A new political era is coming to Cleveland City Council, courtesy of council’s impending reduction in size, and the brouhaha over whose ox is being gored has totally obscured its fundamental implications for the city’s politics.
When it comes time to redraw electoral boundaries, politicians often insist that their options are restricted by geographic factors like rivers and railroad tracks, constitutional or other legal requirements, and the demands of their legislative colleagues.
While these may all be valid considerations, mapmakers almost always have considerable latitude in how the lines get drawn to favor or punish incumbents or communities.
This was certainly the case regarding the reconfigured ward boundaries that Cleveland City Council is expected to vote on tomorrow.
The next council will have 15 members, down from the current 17. The reduction in council’s size is mandated by the city’s Charter, which ties the number of city wards to the city’s population, as measured by the nation’s decennial census. The city's population dipped below 375,000 in the official count, triggering the need for council reduction.
Council President Blaine Griffin went public with the proposed new ward boundaries in late November after he was called out on the council floor by Ward 12 councilmember Rebecca Maurer, whose district will disappear if the new boundaries are approved by the full council tomorrow night.
In a highly unusual move, Griffin relinquished the gavel, taking the floor to rebut Maurer’s passionate objections in a tone and manner that was both dismissive and sexist. Griffin claimed innocence of any intent on his part to vaporize Maurer from her ward, saying that she like all her colleagues, had to adjust to the city’s population shifts.
Griffin later held a press conference where he trotted out his paid consultants to recite standard pablum about the technical difficulties inherent in redrawing boundaries in a city with a lake, a river, railroad tracks, and assorted peninsulas.
It says here that Griffin intentionally ordered the shredding of Maurer’s district.
How do we know this? The proposed map tells us for one, and so does common sense. But let us first consider what the new map does well.
By uniting the city’s large and historic Collinwood district and eliminating the serpentine district along the city’s eastern lakefront, Griffin’s map repairs the major monstrosities of former president Marty Sweeney’s straightforward abortive attempt to protect his political ally, then-councilman Eugene Miller and punish his political enemy, former councilman [now judge] Jeff Johnson. While Sweeney’s blatant maneuver failed spectacularly, it more significantly distorted political representation in multiple neighborhoods.
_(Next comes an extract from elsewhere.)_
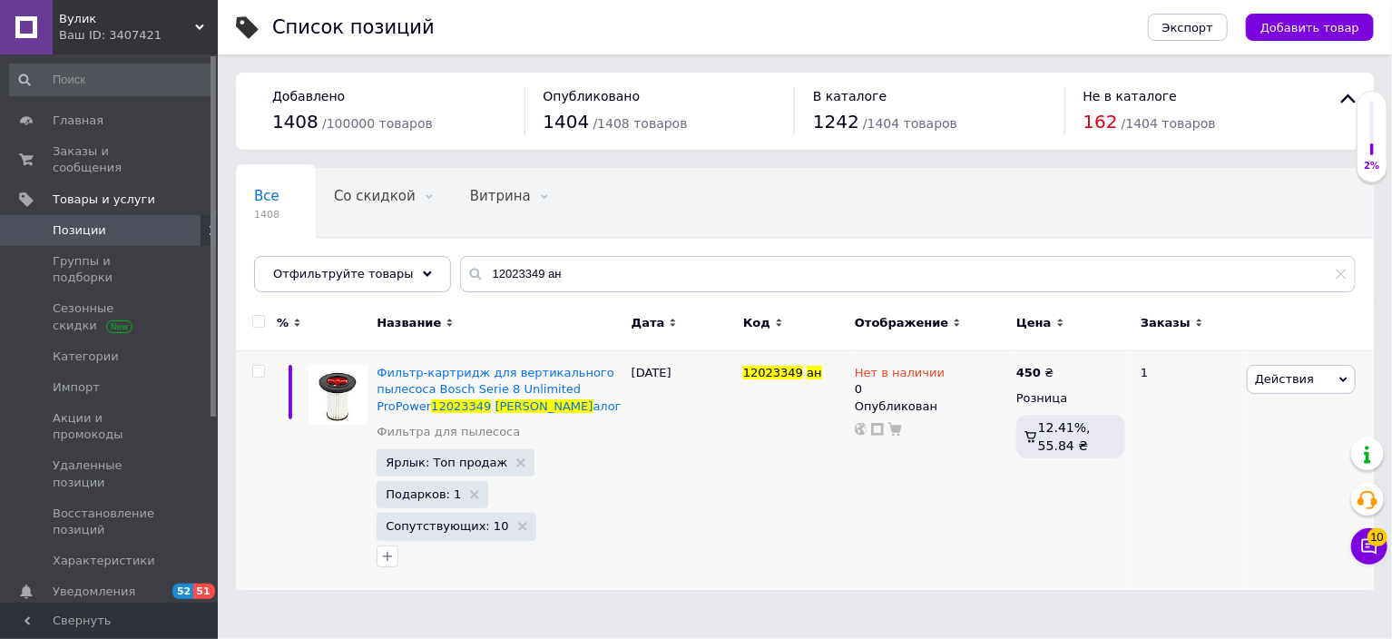  What do you see at coordinates (1064, 436) in the screenshot?
I see `span: 12.41%, 55.84 ₴` at bounding box center [1064, 436].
This was important to fix, and Griffin deserves credit for making it happen.
In addition to punishing Maurer, the new map also radically reshapes representation for downtown Cleveland and nicely realigns the city’s west side wards.
The city’s core business district, which now has a significant and relatively affluent residential component, will now be represented by two eastside council people.
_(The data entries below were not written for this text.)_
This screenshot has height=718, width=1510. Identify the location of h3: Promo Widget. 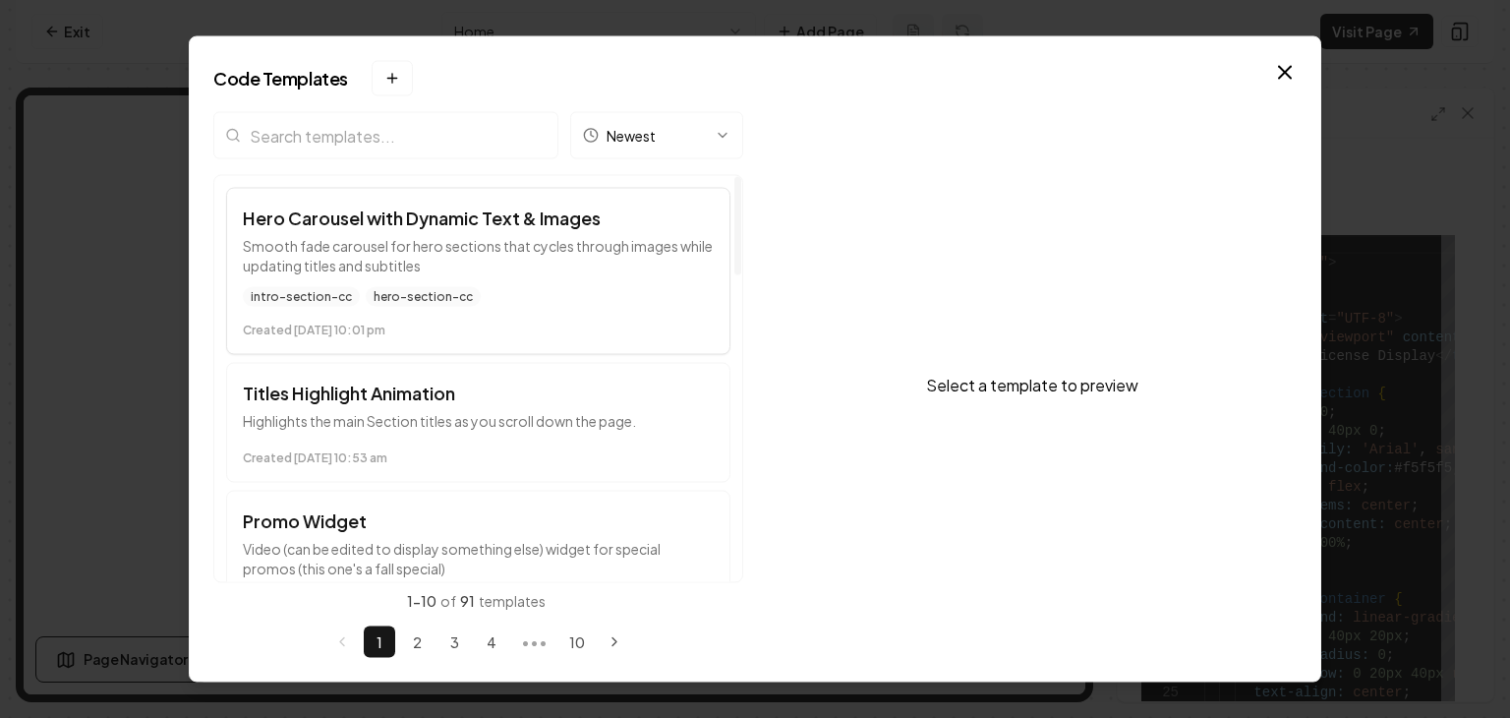
(478, 521).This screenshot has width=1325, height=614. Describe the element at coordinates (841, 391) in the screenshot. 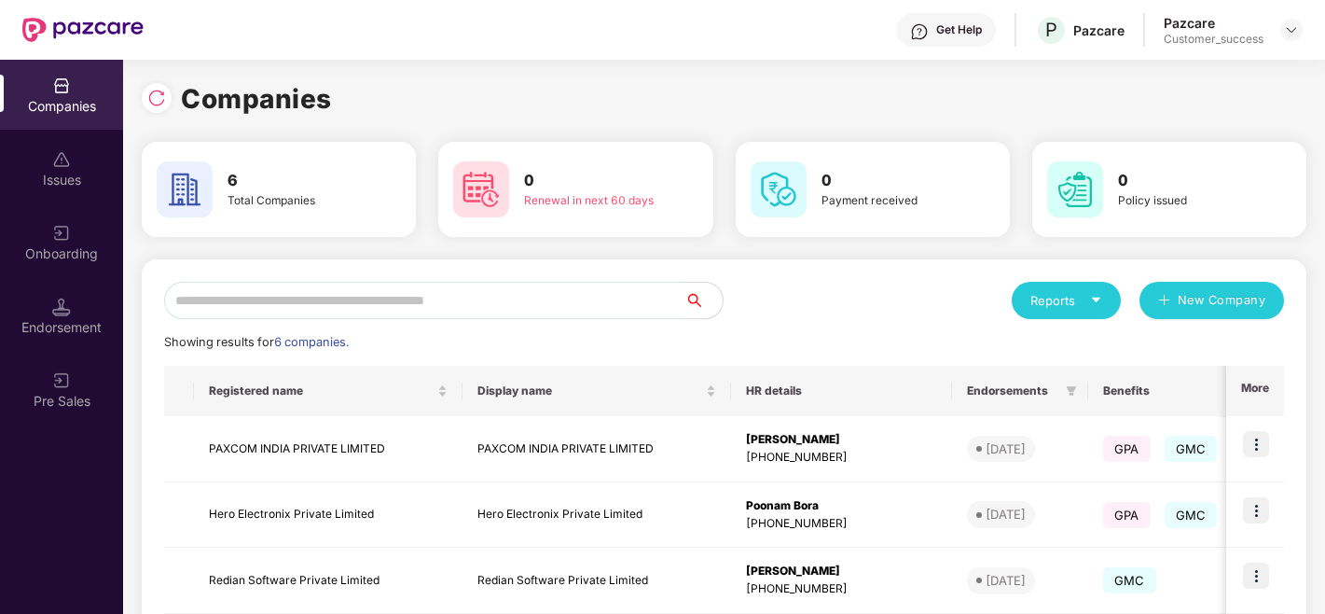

This will be unprecedented, and it will be consequential. The affected eastside wards are currently represented by Stephanie Howse and Richard Starr. If you ask most people — including Howse and Starr — they would be identified as the representatives of Hough and Central, two of the city’s blackest and most impoverished areas. Councilmembers from those wards will now be called upon to balance the compelling interests of the city’s richest and poorest populations.
How will that play out?
Let me suggest that any councilperson who can successfully navigate that responsibility would become a consequential candidate for higher office.
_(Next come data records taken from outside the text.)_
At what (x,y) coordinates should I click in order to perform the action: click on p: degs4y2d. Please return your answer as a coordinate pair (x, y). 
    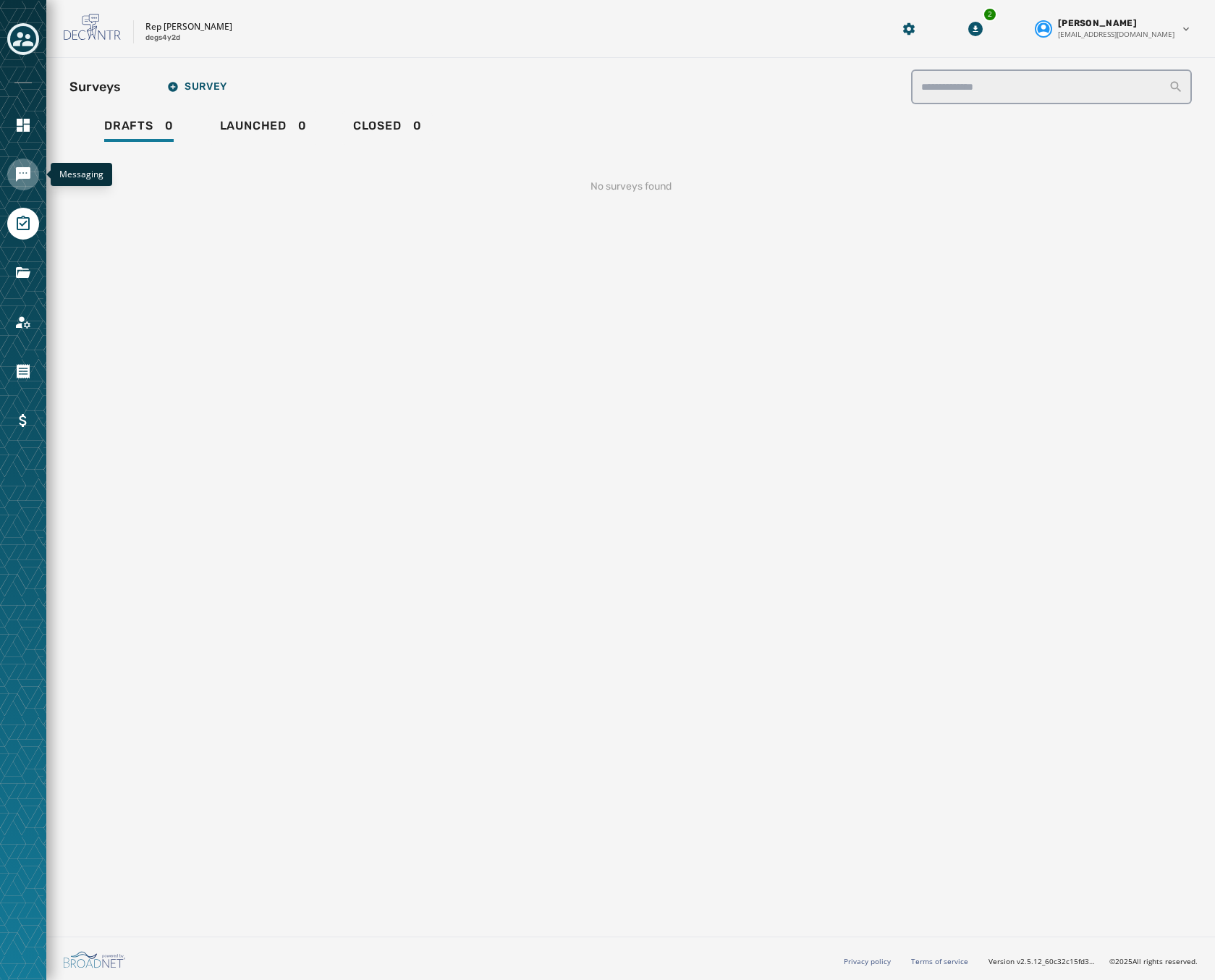
    Looking at the image, I should click on (162, 38).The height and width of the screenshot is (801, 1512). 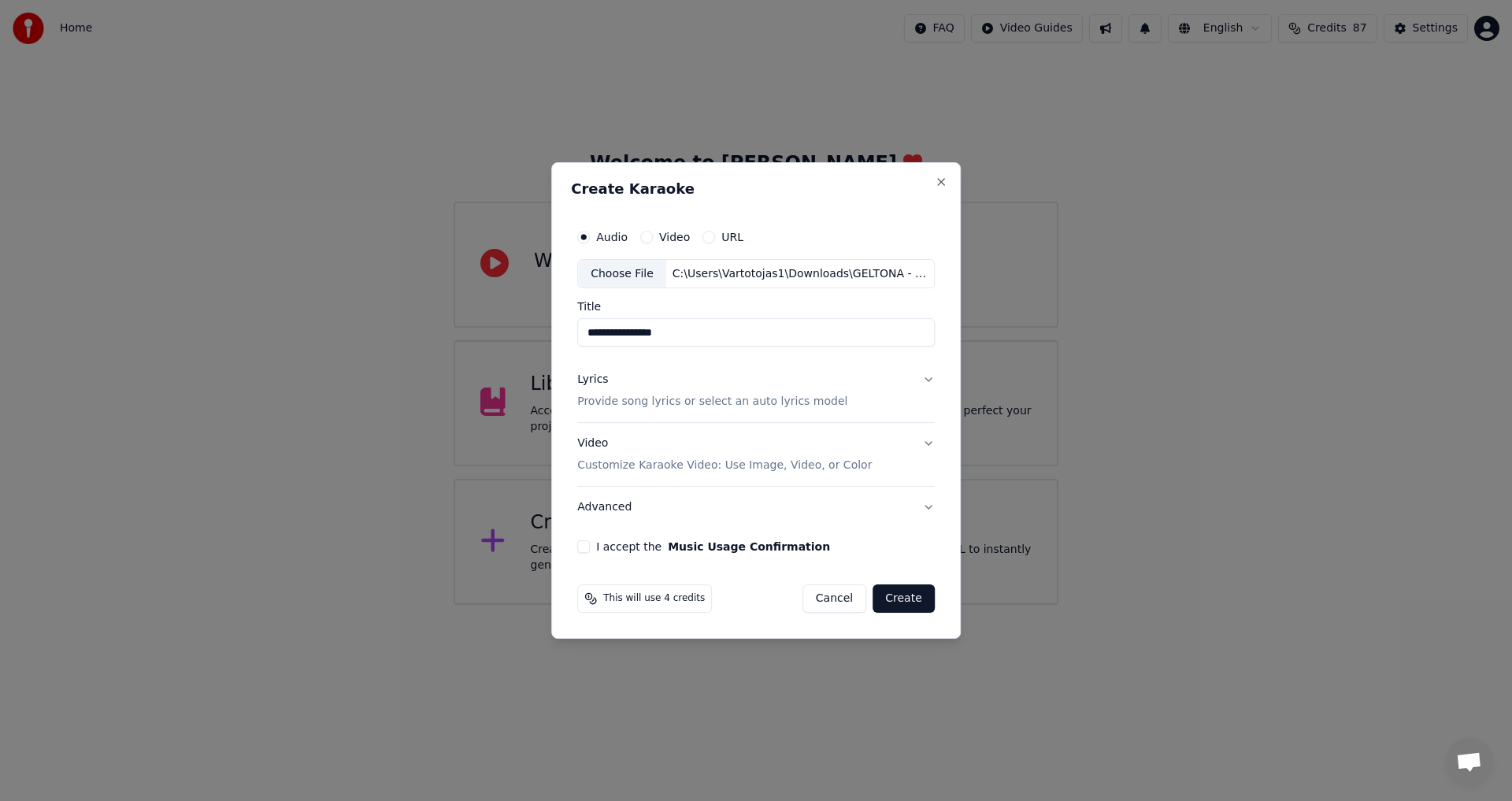 I want to click on button: I accept the, so click(x=749, y=547).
I wrote above of Griffin’s intent to remove Maurer from council by eviscerating her base. This conclusion is supported by the map. Let’s do the math. Earlier this year, Ward 16’s Jenny Spencer announced she would not run for re-election. The Collinwood unification ostensibly pits the hoary Mike Polensek against the politically ambitious Anthony. Hairston, a near unmistakable signal that Polensek has told Griffin that he is stepping down after his record-length tenure.
Most tellingly, the reassignment of downtown to two eastside incumbents at the expense of sitting councilman Kerry McCormack would be inconceivable if McCormack has not indicated to Griffin that he is exiting council alongside Spencer and Polensek.
So, if three incumbents are leaving, and only two seats must be eliminated, why would Maurer’s ward have to disappear if Griffin didn’t want her gone?
Many variables remain to be resolved before June’s filing deadline, September’s primary, and November’s election. Will Maurer choose to run from a new ward? Will a viable challenger emerge for Deborah Gray, who not only stands to lose Shaker Square [to Griffin] but now looks to have council’s most serpentine-shaped seat? What progressive newcomer[s] will emerge from the city’s recent initiative campaigns?
The resolution of these questions means that a year from now, the new council could be missing as many as five current incumbents, seating at least three new members, facing a significant increase in its gender imbalance, and possibly have its first majority-minority composition.